Thursday, November 18, 2010

NHIA TO ADOPT CAPITATION SYSTEM OF PAYMENT (PAGE 29, NOV 18, 2010)

SERVICE providers of the National Health Insurance Scheme (NHIS) are to be pre-financed to provide services to subscribers of the scheme under a programme known as the “capitation system.”
The programme was the brainchild of the National Health Insurance Authority (NHIA) with support from the World Bank.
The pilot scheme is set to take off in the Ashanti Region and would end in 2013 after which it would be replicated in the other regions of the country.
Ashanti Region was chosen as a result of its central location and heterogeneous infrastructure and culture.
At a news conference in Kumasi to introduce the programme, the Director of Research and Development at the NHIA, Mr O.B. Acheampong, said the programme was targeted at outpatient primary health care.
He said the capitation system was also expected to improve cost containment, share financial risk among scheme providers and subscribers and introduce managed competition for providers and choice for patients.
Subscribers of the NHIS, after registration with the scheme, will be made to choose their service provider and have the flexibility to change the provider after a specific period.
Mr Acheampong said the capitation system would be practised alongside other methods of provider payment mechanisms for other levels of care other than the primary level.
Currently, the methods of payment included the free-for-service system, where there is itemised charge for every service, and the diagnosis related groups, where services are grouped and the same tariff paid for cases that belong to that group.
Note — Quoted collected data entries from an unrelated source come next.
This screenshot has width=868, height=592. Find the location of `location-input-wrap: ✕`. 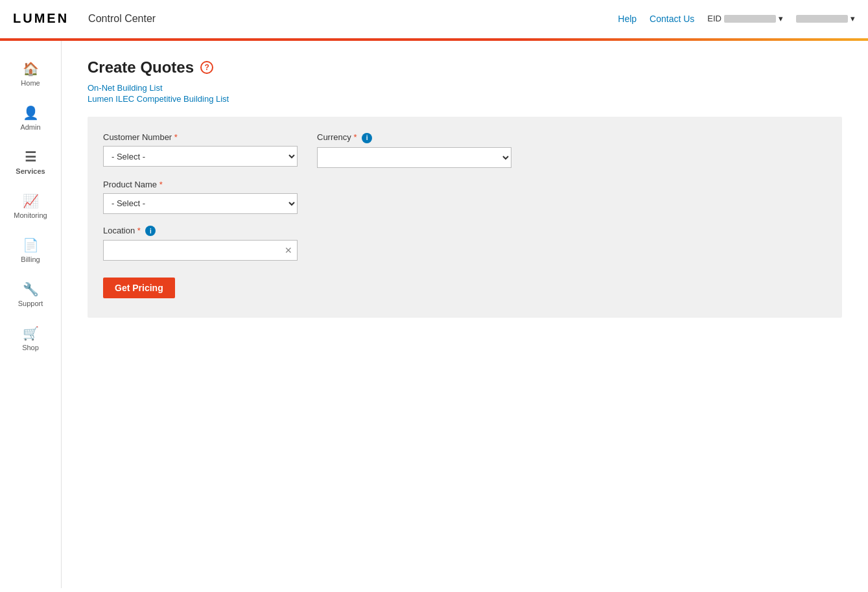

location-input-wrap: ✕ is located at coordinates (200, 250).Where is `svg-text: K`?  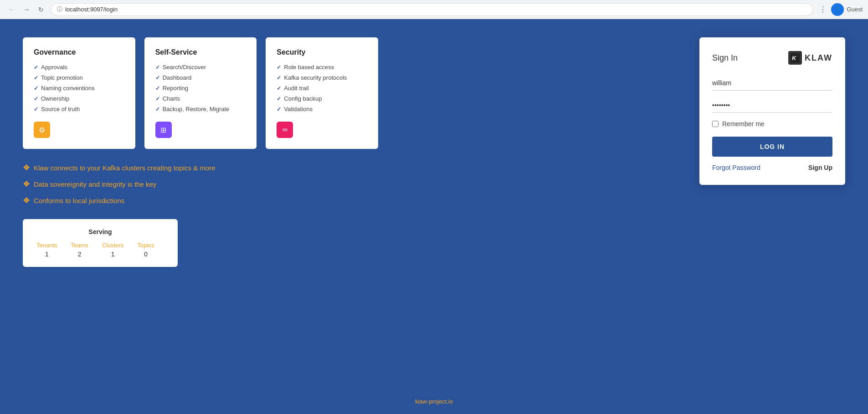
svg-text: K is located at coordinates (795, 58).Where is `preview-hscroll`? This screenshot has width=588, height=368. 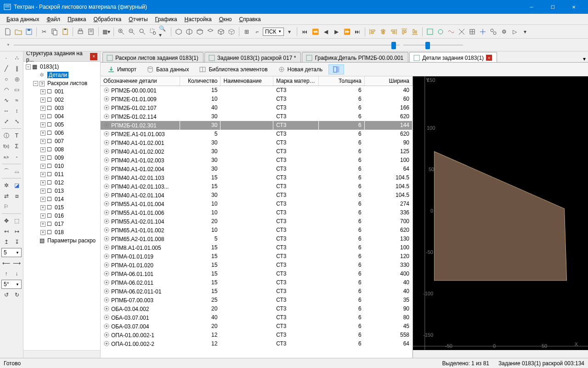 preview-hscroll is located at coordinates (501, 354). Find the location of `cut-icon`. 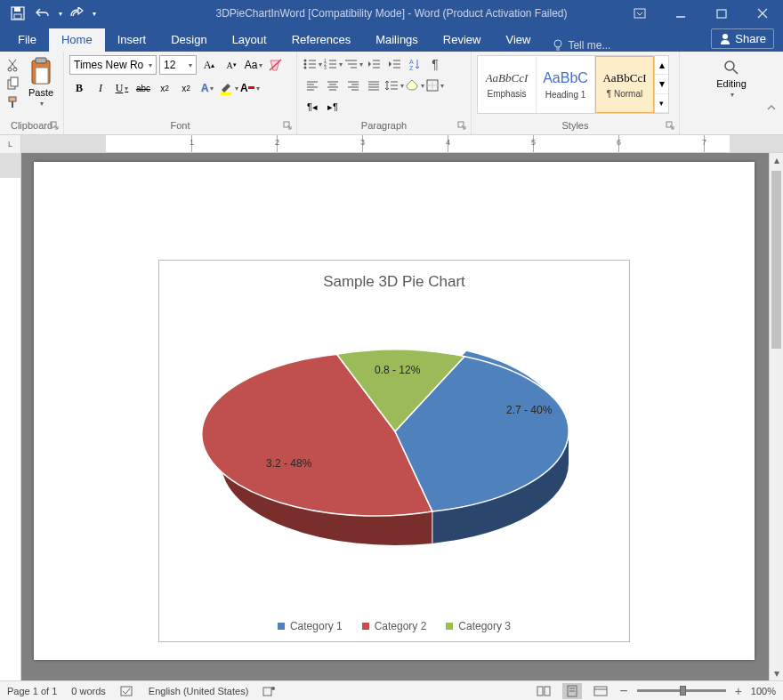

cut-icon is located at coordinates (13, 65).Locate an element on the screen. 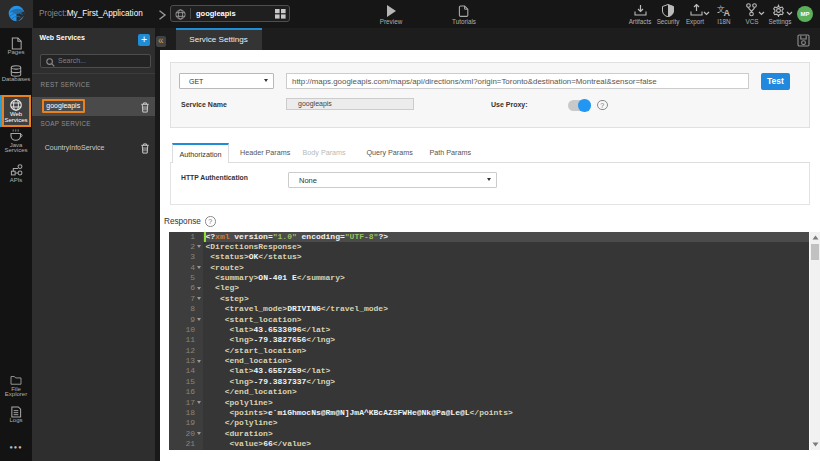  svg-text: A is located at coordinates (728, 12).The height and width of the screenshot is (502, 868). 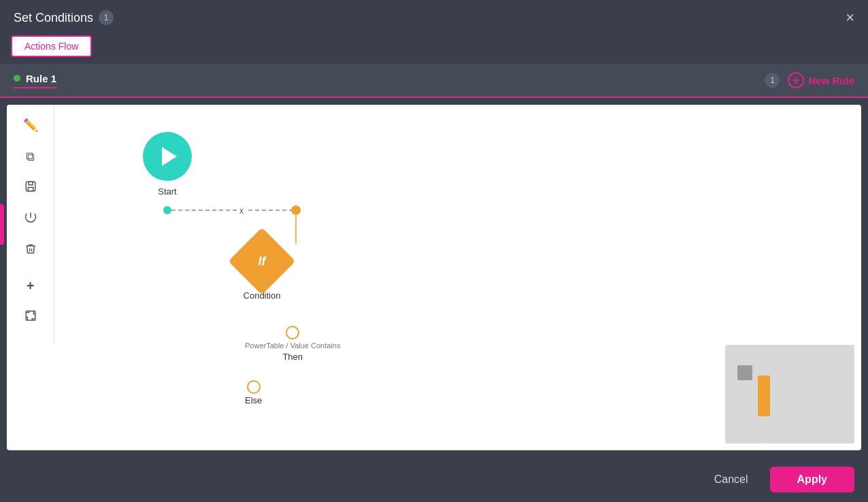 What do you see at coordinates (293, 333) in the screenshot?
I see `then-circle` at bounding box center [293, 333].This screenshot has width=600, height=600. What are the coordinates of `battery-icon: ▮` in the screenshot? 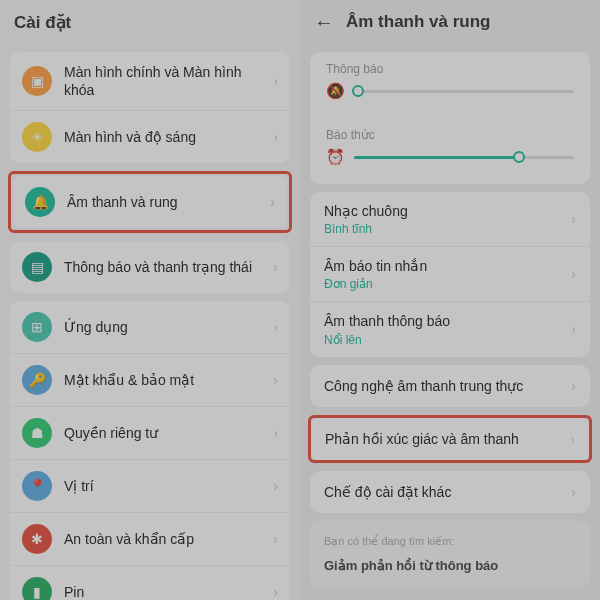 It's located at (37, 588).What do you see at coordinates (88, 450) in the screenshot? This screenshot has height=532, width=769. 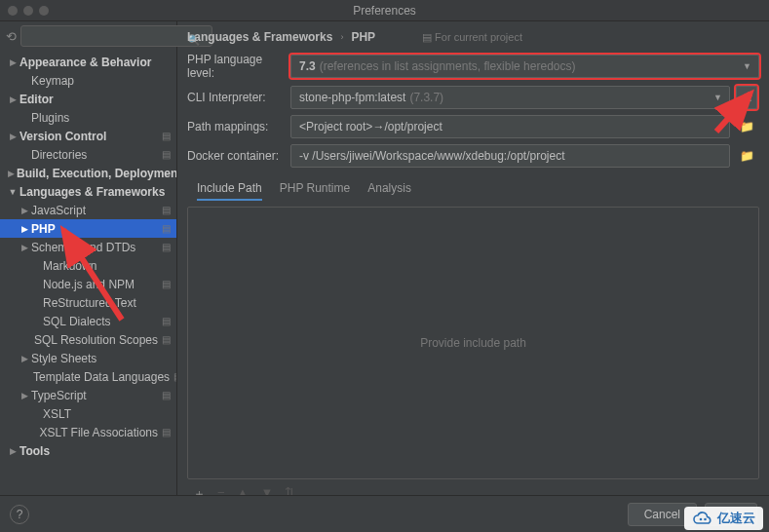 I see `sidebar-item-tools: ▶Tools` at bounding box center [88, 450].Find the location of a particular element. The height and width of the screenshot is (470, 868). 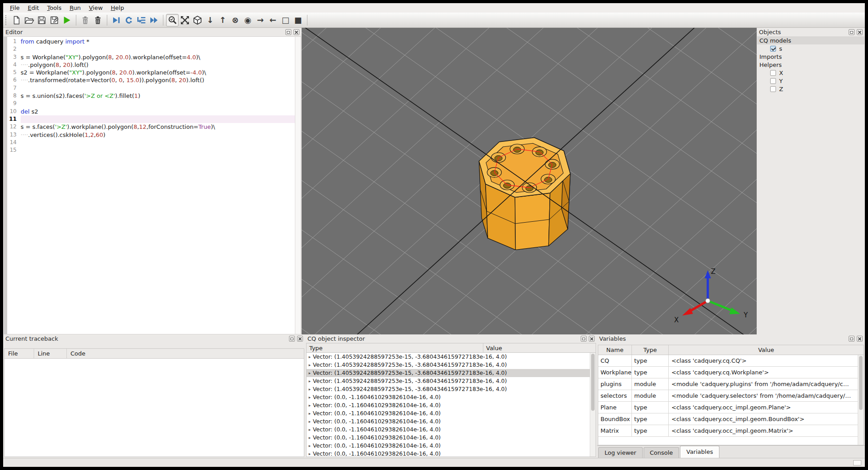

objects-close-button is located at coordinates (860, 32).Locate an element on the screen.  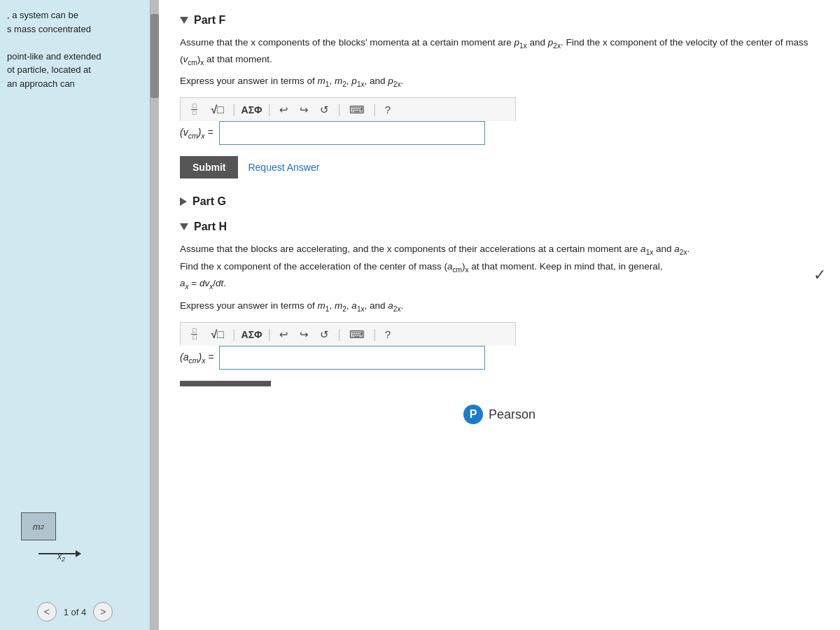
diagram-block: m2 is located at coordinates (38, 526).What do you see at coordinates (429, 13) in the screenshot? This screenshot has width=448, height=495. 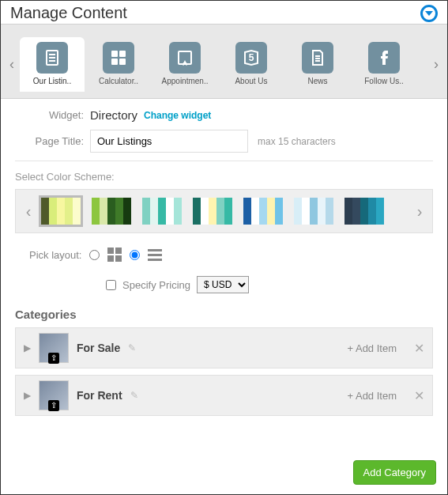 I see `header-dropdown-icon` at bounding box center [429, 13].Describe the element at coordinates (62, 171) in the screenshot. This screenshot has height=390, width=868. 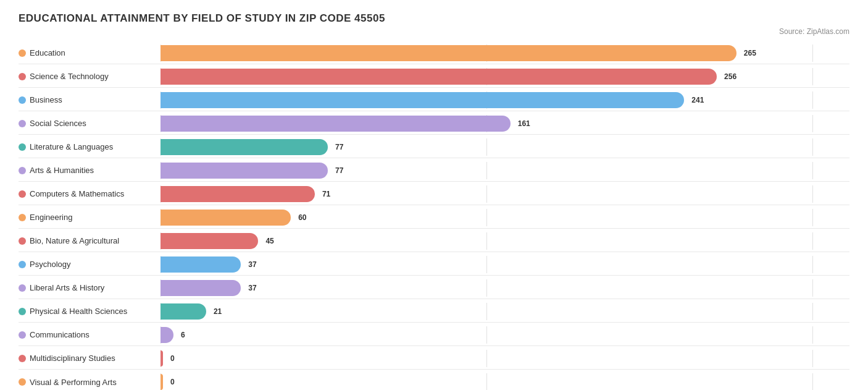
I see `bar-label-text: Arts & Humanities` at that location. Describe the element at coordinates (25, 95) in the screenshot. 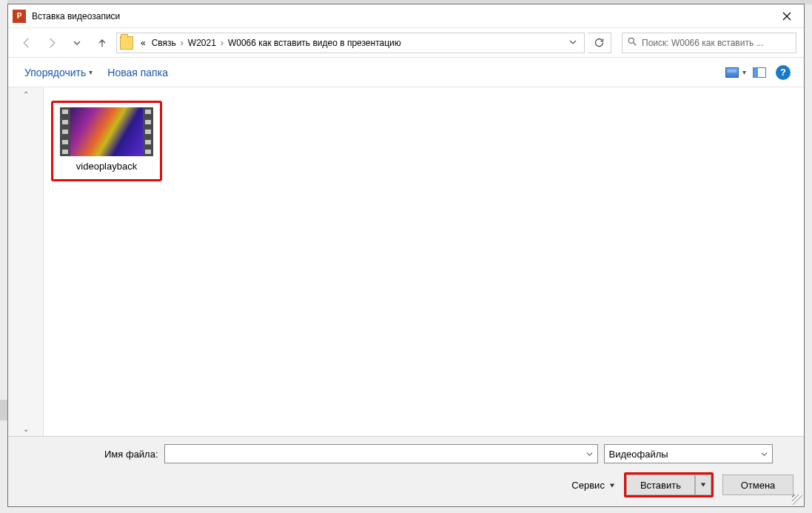

I see `scroll-up-icon: ⌃` at that location.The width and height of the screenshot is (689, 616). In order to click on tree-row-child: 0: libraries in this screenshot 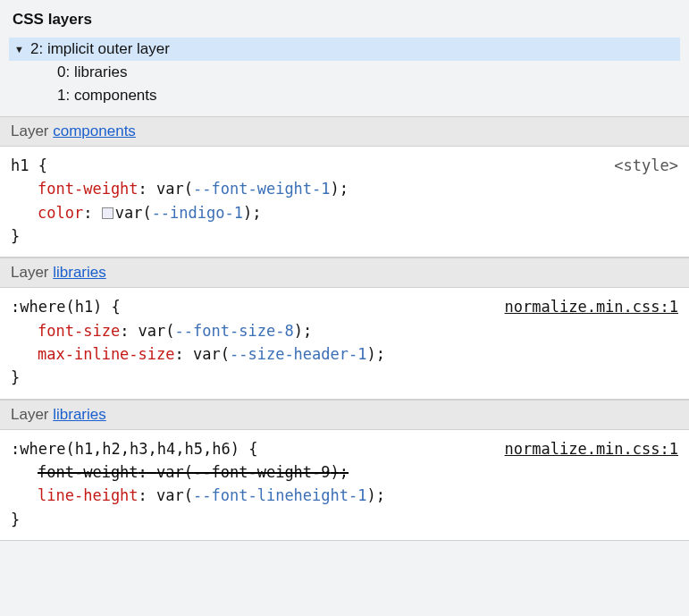, I will do `click(345, 72)`.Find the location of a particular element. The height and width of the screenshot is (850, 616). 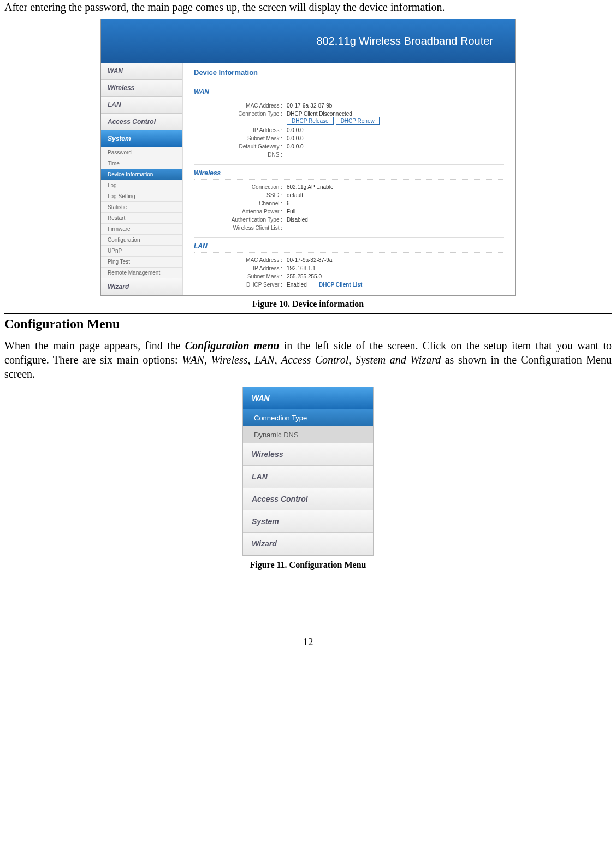

nav-log: Log is located at coordinates (142, 186). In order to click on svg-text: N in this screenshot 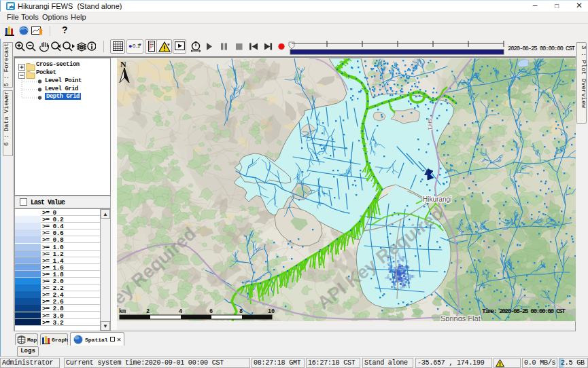, I will do `click(124, 65)`.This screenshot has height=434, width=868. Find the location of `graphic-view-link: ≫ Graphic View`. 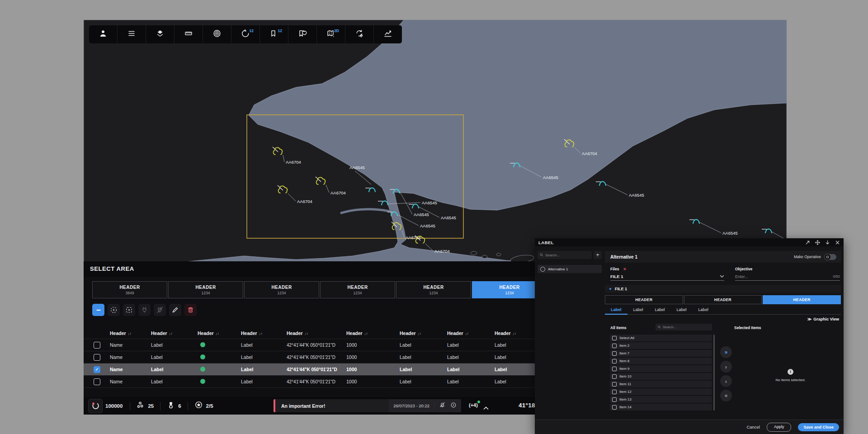

graphic-view-link: ≫ Graphic View is located at coordinates (723, 319). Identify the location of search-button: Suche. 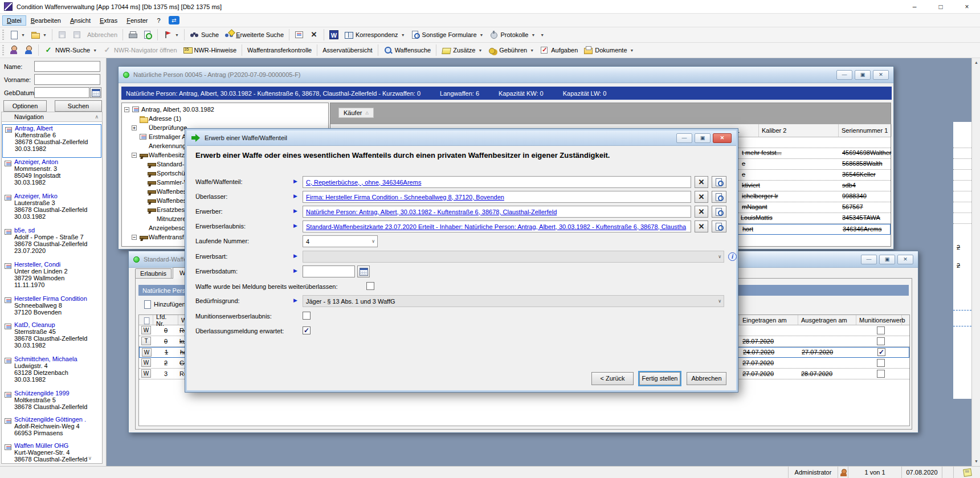
(204, 35).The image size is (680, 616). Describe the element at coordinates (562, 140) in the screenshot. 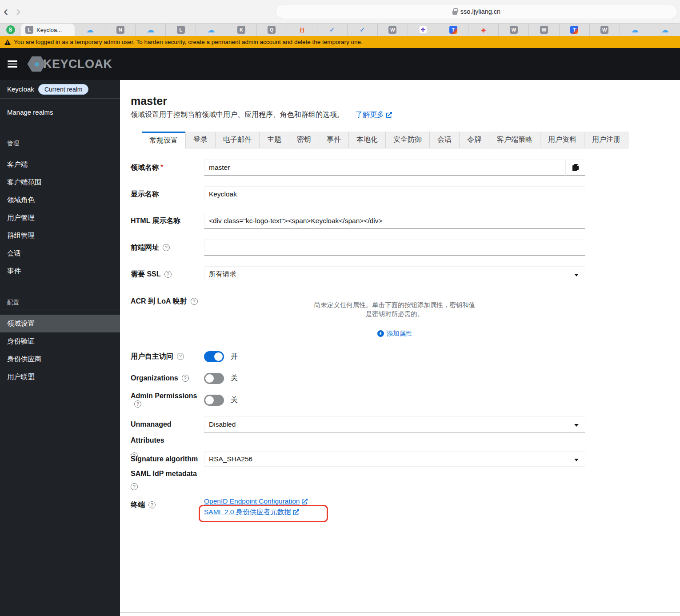

I see `tab-user-profile: 用户资料` at that location.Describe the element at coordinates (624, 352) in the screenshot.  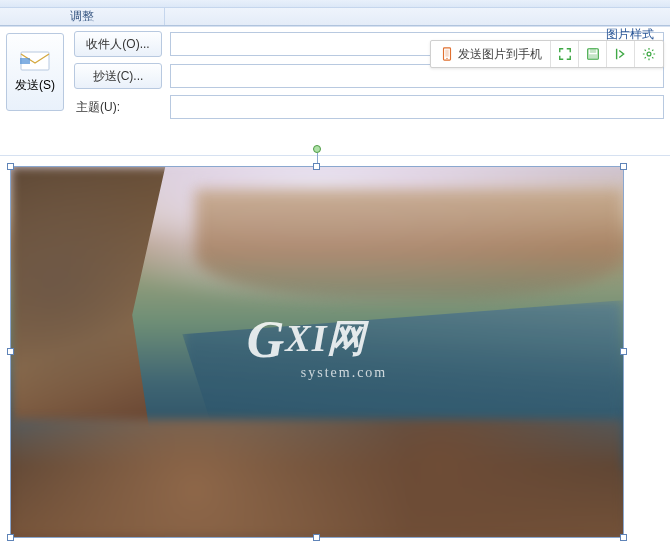
I see `resize-handle-e` at that location.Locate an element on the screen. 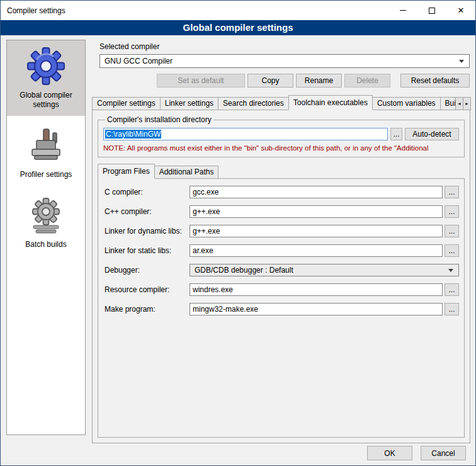 The image size is (476, 466). arrow-right-icon: ► is located at coordinates (467, 103). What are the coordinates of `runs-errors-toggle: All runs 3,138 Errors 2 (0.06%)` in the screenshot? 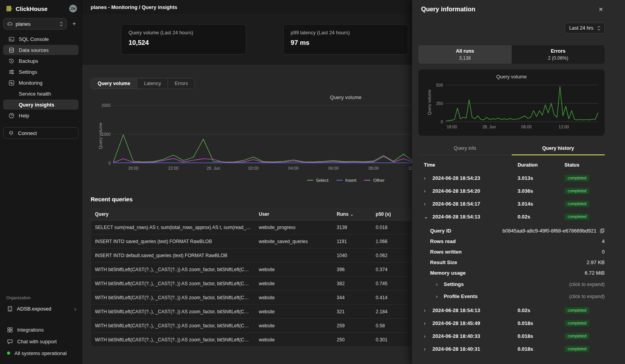 It's located at (512, 55).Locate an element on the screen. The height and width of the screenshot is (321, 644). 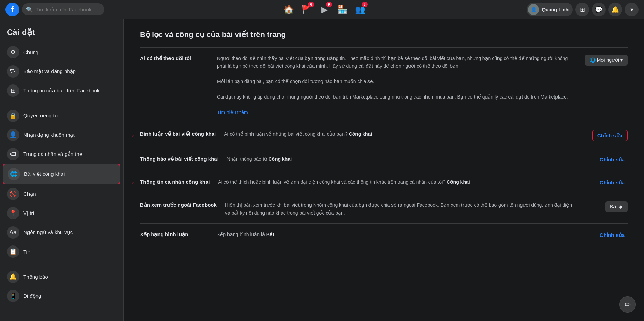
section-desc: Ai có thể bình luận về những bài viết cô… is located at coordinates (401, 134).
The director stated that the scheme now pays GH¢1 million per day to service providers in claims, an increase of over 4,000 per cent of the GH¢20,000 paid in 2005.
Mr Acheampong said the reduction in claims processing time, as well as measures like checking fraud and scaling up the free maternal and indigent care programme had ignited public confidence in the scheme.
He, therefore, debunked the assertion in certain circles that the NHIS was collapsing.
“Escalating number of outpatient visits adds to the growing evidence of increasing confidence in the NHIS,” Mr Acheampong said.
He stated that between 2007 and 2009, the average outpatient claims cost increased by nearly 211 per cent.
According to him, presently outpatient claims account for 90 per cent of the total NHIS claims and 70 per cent of total claims’ expenditure.